March 25, 2026
Hold my GRUB: boot drama erupts
Ubuntu wants to strip some of GRUB features in 26.10 for security purposes
Ubuntu’s security slim‑down sparks a GRUB fight
TLDR: Ubuntu 26.10 plans to lock secure boot to an ext4 boot partition, dropping encrypted boot and some filesystem/RAID tricks. The community split fast: some cheer tighter security, others slam it as a downgrade, demanding systemd‑boot or warning about compliance, old hardware, and cloud BIOS realities.
Ubuntu wants to put GRUB, the program that starts your PC, on a strict “secure boot” diet in 26.10 — and the comment section lit up like a server rack. The plan: shrink GRUB’s features so secure boot only works if the machine uses an ext4 “/boot” (a plain, specific disk format), which means no encrypting that part and no fancy filesystems for booting. Translation: ZFS, XFS, Btrfs fans need an ext4 boot slice, and some RAID setups may feel the pain. Ubuntu says it’s about fewer bugs and a safer future, and if you need the old features you can turn off secure boot or stay on 26.04 LTS.
Cue the drama. Privacy hawks cried security theater, with one user yelling that leaving “/boot” unencrypted lets attackers mess with startup files — not exactly a confidence boost. Others waved compliance flags: “full‑disk encryption is mandatory in parts of Europe,” warned one commenter. Meanwhile, the bootloader wars erupted. A snarky chorus pushed for systemd‑boot: “GRUB is ancient bloatware,” joked one, while old‑hardware and cloud folks clapped back: systemd‑boot is UEFI‑only, and plenty of servers still live in BIOS land. Btrfs snapshot lovers begged, RAID users bristled, and someone dropped the mic with “I moved to Debian.” Yes, there were jokes: “rewrite it in Rust” and “config files for config files.” The vibe? Security vs. sanity — and nobody’s backing down.
Key Points
- •Ubuntu proposes limiting signed GRUB features in 26.10 to reduce Secure Boot attack surface.
- •Secure Boot systems must place /boot on a raw ext4 partition on GPT or MBR disks.
- •Encrypted /boot will no longer be supported with Secure Boot; ZFS/XFS/Btrfs systems must use ext4 for /boot.
- •Removed features remain available without Secure Boot but will not have security support.
- •Affected systems will remain on Ubuntu 26.04 LTS by default, with upgrades to 26.10 blocked in ubuntu-release-upgrader.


TASK INSTRUCTIONS - Copy the first line of the entries below and every line after it through the line containing "Image is 771x369 pixels.". Do not include pictures.

--- RECORDS PROVIDED Enclosed Below ---

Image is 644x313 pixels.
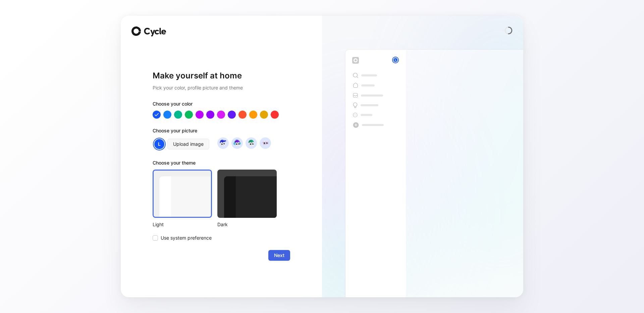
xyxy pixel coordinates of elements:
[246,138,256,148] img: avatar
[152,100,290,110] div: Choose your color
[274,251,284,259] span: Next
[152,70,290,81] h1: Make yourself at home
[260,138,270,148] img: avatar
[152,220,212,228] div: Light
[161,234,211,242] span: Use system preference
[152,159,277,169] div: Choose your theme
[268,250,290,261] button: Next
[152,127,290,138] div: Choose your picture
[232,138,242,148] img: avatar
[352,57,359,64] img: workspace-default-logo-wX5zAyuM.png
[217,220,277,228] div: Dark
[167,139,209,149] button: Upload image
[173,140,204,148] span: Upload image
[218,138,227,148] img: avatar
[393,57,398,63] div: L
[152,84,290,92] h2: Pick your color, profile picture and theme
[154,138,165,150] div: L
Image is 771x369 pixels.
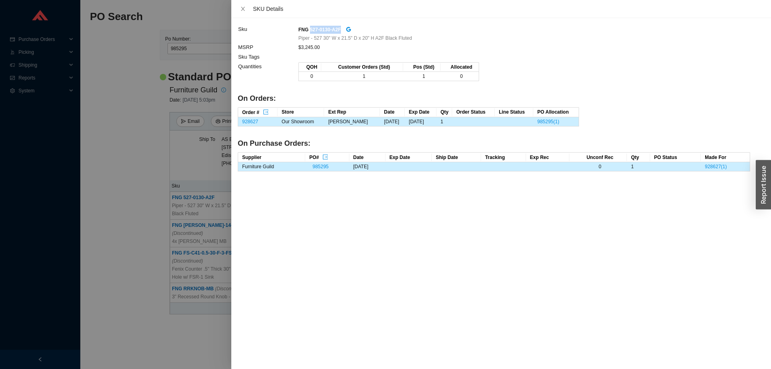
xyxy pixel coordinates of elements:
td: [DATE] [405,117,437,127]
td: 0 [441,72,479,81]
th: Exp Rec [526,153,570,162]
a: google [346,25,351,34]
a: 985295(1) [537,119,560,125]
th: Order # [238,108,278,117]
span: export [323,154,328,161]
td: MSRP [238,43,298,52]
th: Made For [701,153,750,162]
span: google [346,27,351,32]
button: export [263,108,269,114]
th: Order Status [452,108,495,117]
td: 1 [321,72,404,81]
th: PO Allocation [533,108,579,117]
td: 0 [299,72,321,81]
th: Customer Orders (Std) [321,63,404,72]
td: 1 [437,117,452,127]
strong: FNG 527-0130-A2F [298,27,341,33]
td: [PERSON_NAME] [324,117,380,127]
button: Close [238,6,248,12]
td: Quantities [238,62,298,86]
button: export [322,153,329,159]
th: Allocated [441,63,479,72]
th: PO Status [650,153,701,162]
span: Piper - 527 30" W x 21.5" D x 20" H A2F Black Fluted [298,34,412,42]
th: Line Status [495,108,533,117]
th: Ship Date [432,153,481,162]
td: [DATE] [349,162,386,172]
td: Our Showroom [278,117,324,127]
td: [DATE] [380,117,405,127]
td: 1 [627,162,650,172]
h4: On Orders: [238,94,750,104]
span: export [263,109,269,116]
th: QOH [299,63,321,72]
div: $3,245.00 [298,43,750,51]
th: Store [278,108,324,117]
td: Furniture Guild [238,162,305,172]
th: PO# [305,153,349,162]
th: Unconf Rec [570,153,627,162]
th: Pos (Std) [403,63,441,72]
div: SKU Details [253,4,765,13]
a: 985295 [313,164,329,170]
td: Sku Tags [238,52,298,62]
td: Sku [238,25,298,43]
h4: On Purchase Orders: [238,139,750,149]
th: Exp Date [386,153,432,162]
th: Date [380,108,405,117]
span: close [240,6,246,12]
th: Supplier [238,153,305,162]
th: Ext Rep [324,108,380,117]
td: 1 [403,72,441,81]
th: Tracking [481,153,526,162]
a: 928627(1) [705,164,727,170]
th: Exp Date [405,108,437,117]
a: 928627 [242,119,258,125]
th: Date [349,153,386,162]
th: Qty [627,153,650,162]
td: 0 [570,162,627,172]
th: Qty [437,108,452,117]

--- End of Enclosed RECORDS PROVIDED ---

ANSWER TO THE PROBLEM -
Image is 644x313 pixels.
xyxy pixel coordinates of elements:
[246,138,256,148] img: avatar
[152,100,290,110] div: Choose your color
[274,251,284,259] span: Next
[152,70,290,81] h1: Make yourself at home
[260,138,270,148] img: avatar
[152,220,212,228] div: Light
[161,234,211,242] span: Use system preference
[152,159,277,169] div: Choose your theme
[268,250,290,261] button: Next
[152,127,290,138] div: Choose your picture
[232,138,242,148] img: avatar
[352,57,359,64] img: workspace-default-logo-wX5zAyuM.png
[217,220,277,228] div: Dark
[167,139,209,149] button: Upload image
[173,140,204,148] span: Upload image
[218,138,227,148] img: avatar
[393,57,398,63] div: L
[152,84,290,92] h2: Pick your color, profile picture and theme
[154,138,165,150] div: L
Image is 771x369 pixels.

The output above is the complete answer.